Because these limestone and chert cobbles shatter into innumerable bits, the task of interpreting our findings is further complicated when raw data from both our caves are reviewed (Figure 7, Figure 8). Even though different amounts have been excavated of the undisturbed sedimentary units (2 and 3) at Cueva Negra (more of 2, less of 3), nevertheless their relative incidences show similar rank order, whether of unclassifiable to classifiable pieces, or of separately classifiable artifact types (differences with regard to incidences of palaeolithic finds from disturbed superficial soil, unit 1, reflect greater use of coarse dry-sieving for clearing unstratified dirt here). In units 2 and 3, proportions are about the same of classifiable (around 10%) to unclassifiable items (around 90%), whereas in unit 1 the ratio is roughly 35%:65%. For similar reasons, the total Sima de las Palomas collection shows a comparable, if even closer, ratio - where lithics excavated at the top of the breccia column are still too few for separate statistical treatment.

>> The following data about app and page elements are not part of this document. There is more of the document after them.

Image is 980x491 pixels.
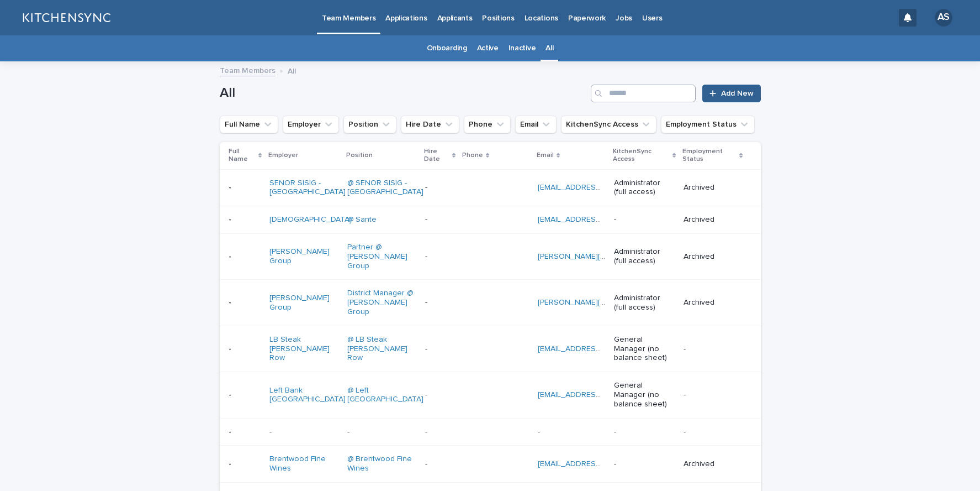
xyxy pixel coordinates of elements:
tr: -- Left Bank [GEOGRAPHIC_DATA] @ Left [GEOGRAPHIC_DATA] - [EMAIL_ADDRESS][DOMAIN_NAME] General Ma... [220,372,761,418]
button: Position [344,116,396,133]
p: Archived [683,215,743,224]
p: - [425,298,454,307]
p: - [229,342,234,354]
span: Add New [721,89,754,97]
p: KitchenSync Access [613,145,669,166]
p: - [229,180,234,192]
p: All [288,64,296,76]
p: - [425,428,454,436]
a: [EMAIL_ADDRESS][DOMAIN_NAME] [538,216,663,223]
a: [PERSON_NAME][EMAIL_ADDRESS][DOMAIN_NAME] [538,253,723,260]
p: Archived [683,183,743,192]
a: District Manager @ [PERSON_NAME] Group [347,289,416,316]
p: - [683,428,743,436]
p: Administrator (full access) [614,247,674,266]
button: Employer [283,116,339,133]
p: Employment Status [683,145,737,166]
p: Phone [462,149,483,162]
a: [DEMOGRAPHIC_DATA] [270,215,352,224]
a: @ Left [GEOGRAPHIC_DATA] [347,386,423,404]
p: - [229,250,234,262]
tr: -- LB Steak [PERSON_NAME] Row @ LB Steak [PERSON_NAME] Row - [EMAIL_ADDRESS][DOMAIN_NAME] General... [220,326,761,372]
button: Employment Status [661,116,755,133]
p: - [683,390,743,400]
p: - [425,252,454,262]
a: [PERSON_NAME] Group [270,294,339,312]
p: Full Name [229,145,256,166]
a: [EMAIL_ADDRESS][DOMAIN_NAME] [538,184,663,191]
tr: -- --- -- -- [220,418,761,446]
p: - [229,457,234,468]
p: - [425,390,454,400]
p: - [425,345,454,354]
a: @ LB Steak [PERSON_NAME] Row [347,335,416,363]
p: - [270,428,339,436]
p: General Manager (no balance sheet) [614,381,674,409]
p: General Manager (no balance sheet) [614,335,674,363]
p: Archived [683,252,743,262]
tr: -- [PERSON_NAME] Group District Manager @ [PERSON_NAME] Group - [PERSON_NAME][EMAIL_ADDRESS][DOMA... [220,280,761,326]
p: Hire Date [424,145,450,166]
a: Add New [702,84,760,102]
tr: -- SENOR SISIG - [GEOGRAPHIC_DATA] @ SENOR SISIG - [GEOGRAPHIC_DATA] - [EMAIL_ADDRESS][DOMAIN_NAM... [220,169,761,206]
div: AS [935,9,952,26]
button: Email [515,116,557,133]
p: Email [536,149,554,162]
a: Left Bank [GEOGRAPHIC_DATA] [270,386,346,404]
h1: All [220,85,587,101]
p: - [425,215,454,224]
button: Hire Date [401,116,459,133]
p: - [683,345,743,354]
a: [EMAIL_ADDRESS][DOMAIN_NAME] [538,345,663,353]
button: KitchenSync Access [561,116,656,133]
p: - [425,460,454,468]
button: Phone [464,116,511,133]
img: lGNCzQTxQVKGkIr0XjOy [22,7,111,29]
p: - [229,388,234,400]
p: - [229,425,234,436]
p: Position [346,149,373,162]
a: [EMAIL_ADDRESS][DOMAIN_NAME] [538,390,663,399]
p: - [347,428,416,436]
a: [PERSON_NAME][EMAIL_ADDRESS][DOMAIN_NAME] [538,299,723,306]
a: Active [477,35,499,62]
p: - [614,215,674,224]
a: Inactive [509,35,536,62]
input: Search [591,84,696,102]
a: @ SENOR SISIG - [GEOGRAPHIC_DATA] [347,179,423,197]
p: - [229,212,234,224]
p: Archived [683,460,743,468]
a: Onboarding [427,35,467,62]
p: - [229,295,234,307]
a: LB Steak [PERSON_NAME] Row [270,335,339,363]
p: - [538,425,542,436]
p: Administrator (full access) [614,179,674,197]
p: - [614,460,674,468]
a: Brentwood Fine Wines [270,455,339,473]
tr: -- Brentwood Fine Wines @ Brentwood Fine Wines - [EMAIL_ADDRESS][DOMAIN_NAME] -Archived [220,446,761,482]
a: @ Sante [347,215,377,224]
p: - [425,183,454,192]
p: - [614,428,674,436]
p: Archived [683,298,743,307]
p: Employer [268,149,298,162]
a: SENOR SISIG - [GEOGRAPHIC_DATA] [270,179,346,197]
tr: -- [DEMOGRAPHIC_DATA] @ Sante - [EMAIL_ADDRESS][DOMAIN_NAME] -Archived [220,206,761,234]
tr: -- [PERSON_NAME] Group Partner @ [PERSON_NAME] Group - [PERSON_NAME][EMAIL_ADDRESS][DOMAIN_NAME] ... [220,233,761,279]
a: Partner @ [PERSON_NAME] Group [347,243,416,270]
a: @ Brentwood Fine Wines [347,455,416,473]
a: [EMAIL_ADDRESS][DOMAIN_NAME] [538,460,663,468]
a: Team Members [220,63,276,76]
a: [PERSON_NAME] Group [270,247,339,266]
a: All [546,35,553,62]
button: Full Name [220,116,278,133]
p: Administrator (full access) [614,294,674,312]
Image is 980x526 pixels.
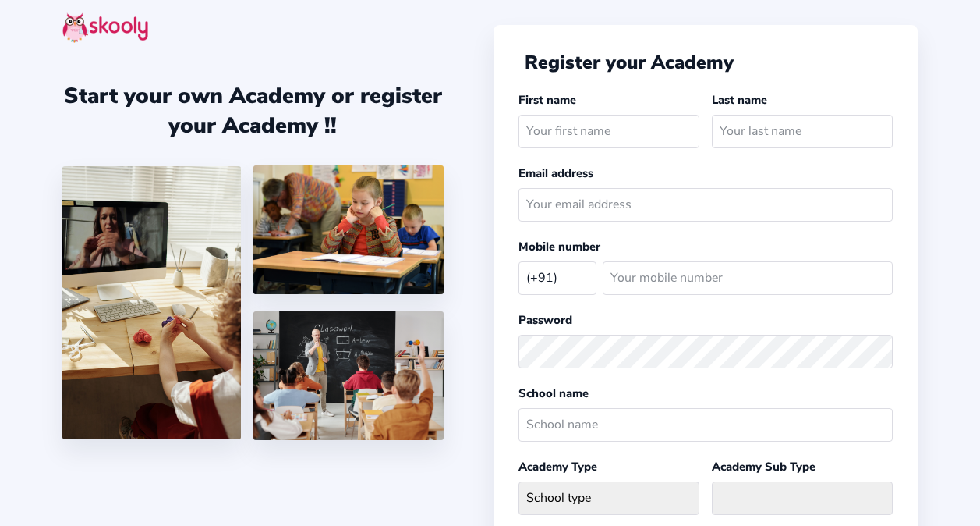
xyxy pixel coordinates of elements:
label: Email address [519,166,593,181]
img: 5.png [253,311,444,440]
label: Last name [712,92,767,108]
div: Start your own Academy or register your Academy !! [62,81,444,141]
span: Register your Academy [525,50,734,75]
label: First name [519,92,576,108]
img: skooly-logo.png [62,12,148,43]
label: School name [519,385,589,401]
img: 4.png [253,166,444,294]
input: Your mobile number [603,261,893,295]
label: Password [519,312,572,328]
label: Mobile number [519,239,600,254]
input: School name [519,408,893,441]
label: Academy Sub Type [712,459,815,474]
img: 1.jpg [62,166,241,440]
input: Your email address [519,188,893,222]
label: Academy Type [519,459,597,474]
input: Your last name [712,115,893,148]
input: Your first name [519,115,699,148]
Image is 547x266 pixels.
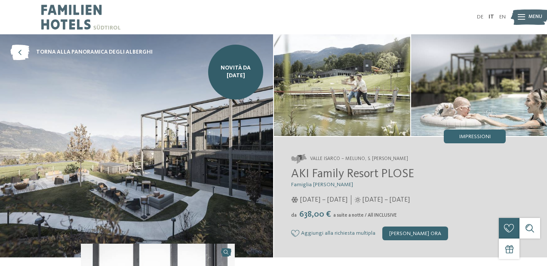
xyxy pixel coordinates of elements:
span: Famiglia [PERSON_NAME] [291,182,353,188]
span: torna alla panoramica degli alberghi [36,49,153,56]
span: NOVITÀ da [DATE] [213,64,258,80]
i: Orari d'apertura inverno [291,197,298,203]
i: Orari d'apertura estate [355,197,361,203]
span: Valle Isarco – Meluno, S. [PERSON_NAME] [310,156,408,163]
span: Impressioni [459,135,490,140]
div: [PERSON_NAME] ora [382,227,448,241]
img: AKI: tutto quello che un bimbo può desiderare [274,34,410,136]
a: DE [477,14,483,20]
span: [DATE] – [DATE] [300,196,347,205]
a: IT [488,14,494,20]
span: a suite a notte / All INCLUSIVE [333,213,397,218]
a: EN [499,14,505,20]
span: Aggiungi alla richiesta multipla [301,231,375,237]
a: torna alla panoramica degli alberghi [10,45,153,60]
span: [DATE] – [DATE] [362,196,410,205]
span: Menu [528,14,542,21]
span: 638,00 € [297,211,332,219]
span: AKI Family Resort PLOSE [291,168,414,181]
span: da [291,213,297,218]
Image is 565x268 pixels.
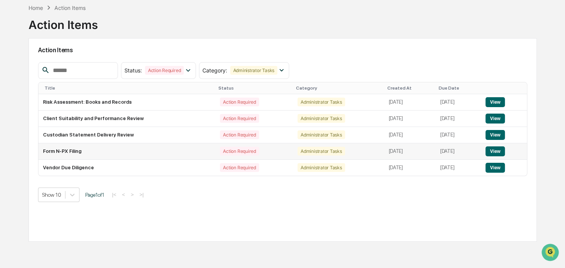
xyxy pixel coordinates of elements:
[137,191,146,198] button: >|
[486,97,505,107] button: View
[38,46,528,54] h2: Action Items
[220,97,259,106] div: Action Required
[220,114,259,123] div: Action Required
[76,129,92,135] span: Pylon
[298,114,345,123] div: Administrator Tasks
[384,159,435,175] td: [DATE]
[298,97,345,106] div: Administrator Tasks
[436,110,481,127] td: [DATE]
[436,94,481,110] td: [DATE]
[145,66,184,75] div: Action Required
[38,127,216,143] td: Custodian Statement Delivery Review
[436,127,481,143] td: [DATE]
[5,93,52,107] a: 🖐️Preclearance
[486,115,505,121] a: View
[124,67,142,73] span: Status :
[129,61,139,70] button: Start new chat
[486,148,505,154] a: View
[298,163,345,172] div: Administrator Tasks
[439,85,478,91] div: Due Date
[220,163,259,172] div: Action Required
[436,159,481,175] td: [DATE]
[486,146,505,156] button: View
[129,191,136,198] button: >
[38,143,216,159] td: Form N-PX Filing
[486,164,505,170] a: View
[52,93,97,107] a: 🗄️Attestations
[15,96,49,104] span: Preclearance
[45,85,213,91] div: Title
[436,143,481,159] td: [DATE]
[5,107,51,121] a: 🔎Data Lookup
[29,12,98,32] div: Action Items
[54,5,86,11] div: Action Items
[296,85,381,91] div: Category
[486,162,505,172] button: View
[8,16,139,28] p: How can we help?
[220,147,259,155] div: Action Required
[387,85,432,91] div: Created At
[384,143,435,159] td: [DATE]
[486,130,505,140] button: View
[8,97,14,103] div: 🖐️
[38,94,216,110] td: Risk Assessment: Books and Records
[486,99,505,105] a: View
[541,242,561,263] iframe: Open customer support
[220,130,259,139] div: Action Required
[202,67,227,73] span: Category :
[384,94,435,110] td: [DATE]
[230,66,277,75] div: Administrator Tasks
[29,5,43,11] div: Home
[38,110,216,127] td: Client Suitability and Performance Review
[26,58,125,66] div: Start new chat
[384,127,435,143] td: [DATE]
[15,110,48,118] span: Data Lookup
[298,147,345,155] div: Administrator Tasks
[54,129,92,135] a: Powered byPylon
[120,191,127,198] button: <
[38,159,216,175] td: Vendor Due Diligence
[486,132,505,137] a: View
[486,113,505,123] button: View
[85,191,104,198] span: Page 1 of 1
[8,58,21,72] img: 1746055101610-c473b297-6a78-478c-a979-82029cc54cd1
[110,191,119,198] button: |<
[218,85,290,91] div: Status
[63,96,94,104] span: Attestations
[8,111,14,117] div: 🔎
[298,130,345,139] div: Administrator Tasks
[384,110,435,127] td: [DATE]
[26,66,96,72] div: We're available if you need us!
[55,97,61,103] div: 🗄️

Lithic incidences at Cueva Negra (vis-à-vis Sima de las Palomas) were also influenced by: (a) the greater proportion of items recovered to date by systematic trowelling and wet-sieving, (b) a longer period of excavation, (c) the presence of a larger and deeper area of undisturbed sediments, (d) the lack of heavy rubble, allowing use of 8mm or 6mm meshes when dry-sieving unit 1, and (e) the presence in its loose soil of pieces thrown out when the Civil-War hideaway and pits were dug into units 2 and 3.

Awkward consequences must be faced of having, on the one hand, a largely dismantled, 18m high column with barely 2m² accessible to scientific excavation at Sima de las Palomas (and only 3m³ removed), and on the other an excavated area of 25m² whose lower levels remain a closed book at Cueva Negra. For good or ill, the contrast is more important than it might otherwise have been because of particularly archaic hominid fossils found at Sima de las Palomas that seem likely to have come from very deep levels, which excavation of the column will not reach for many years to come.

This goes beyond a matter merely of theoretical implications setting a practical challenge where the only response possible is condemned to unfold in frustratingly slow motion. There are, alas, more immediate practical consequences which are indeed awkward. They stem from an invidious situation in which we find ourselves that is manifestly not of our making: namely that the iron miners left behind more unstratified hominid fossils, whose intriguing morphology demands publication, than the stratified ones we have so far excavated systematically. Meanwhile, a few palaeoanthropologists are on the prowl whose squeamishness about putting unstratified hominids under a spotlight before those next 25 years are up which will see our excavation down to the lower levels, brings to mind Æsop's beady-eyed fox, here peering downwards rather than upwards!